Dr. Sylvia Seamands was an internist for 30 years before retiring in 1995. When she started her career in 1966, at a time when few women were practicing medicine, Dr. Seamands cared for many female patients who felt more at ease discussing their medical issues with her. Treating cardiovascular disease (CVD) was also a common occurrence, as quite a few of her patients were elderly men and women.
With decades of practicing medicine, Dr. Seamands was well-versed in cardiovascular health. Yet, one evening in January 2012 when she was 70 years old, she disregarded a sharp, constant pain in her upper abdomen. And she brushed aside the shortness of breath she felt for the last month, attributing it to general weigh gain. Myocardial infarction wasn’t top of mind. Her symptoms weren’t typical of a heart attack. She had no chest or arm pain. Within an hour, she fell asleep and by the next morning, the pain was gone.
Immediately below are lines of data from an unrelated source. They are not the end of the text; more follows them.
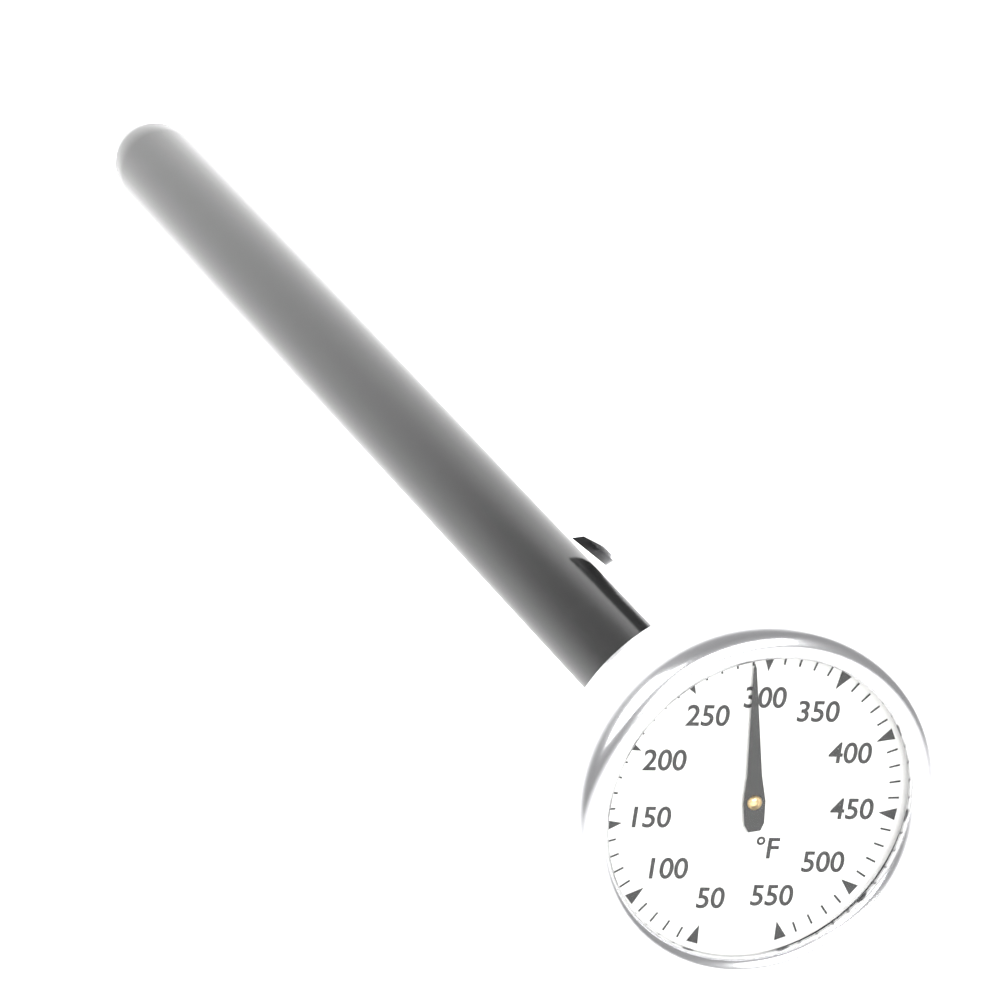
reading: 290 °F
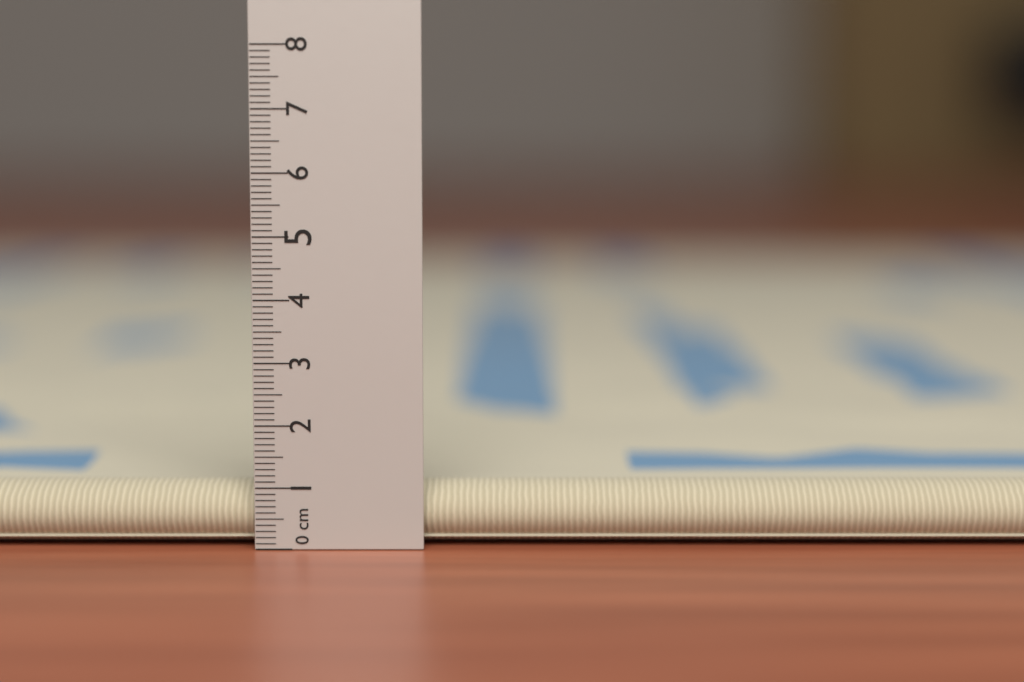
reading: 1.0 cm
When she felt chest pain later that morning, she realized something wasn’t right and called a friend to take her to the emergency room. “I walked in and said, ‘I think I may be having a heart attack.’ They kind of looked at me cross-eyed,” she recalled. She had to convince them she was a doctor before they let her look at the EKG. “It was so obvious on the EKG that I was having an acute MI. I knew right away.” Shortly after, her chest pain subsided.
That day in 2012, Dr. Seamands experienced what’s commonly known as the widowmaker, a severe blockage of the left anterior descending artery. Even with years of treating CVD in her own patients and following research on hormonal effects on cardiovascular health, Dr. Seamands had shrugged off her discomfort as inconsequential.
Until the mid-1980s, studies on CVD focused primarily on men. The assumption was heart attacks were a men’s issue, and symptom presentations published at the time lined up with that research.
Between mid-1980s to 1990s, research identified sex differences associated with acute myocardial infarction. Men described acute chest discomfort, upper body pain and shortness of breath. Women often had more subtle, atypical symptoms than men — and sometimes they had no symptoms at all.
Today, nearly 45% of women aged 20 and older are diagnosed with some form of CVD, and women account for half of the myocardial infarction deaths. While they can also experience acute chest pain, women complained mostly of back, neck, jaw and/or abdomen pain. They may feel fatigued, short of breath and nauseous. These symptoms were often overlooked, disregarded or categorized as anxiety or depression.
To get an overview of how CVD appears in women, take the online course “Insights into Addressing the Risks of Cardiovascular Health in Women.” Earn credits applicable to your field while discovering tools and methods that will help mitigate women’s risks of CVD and treat acute myocardial infarction.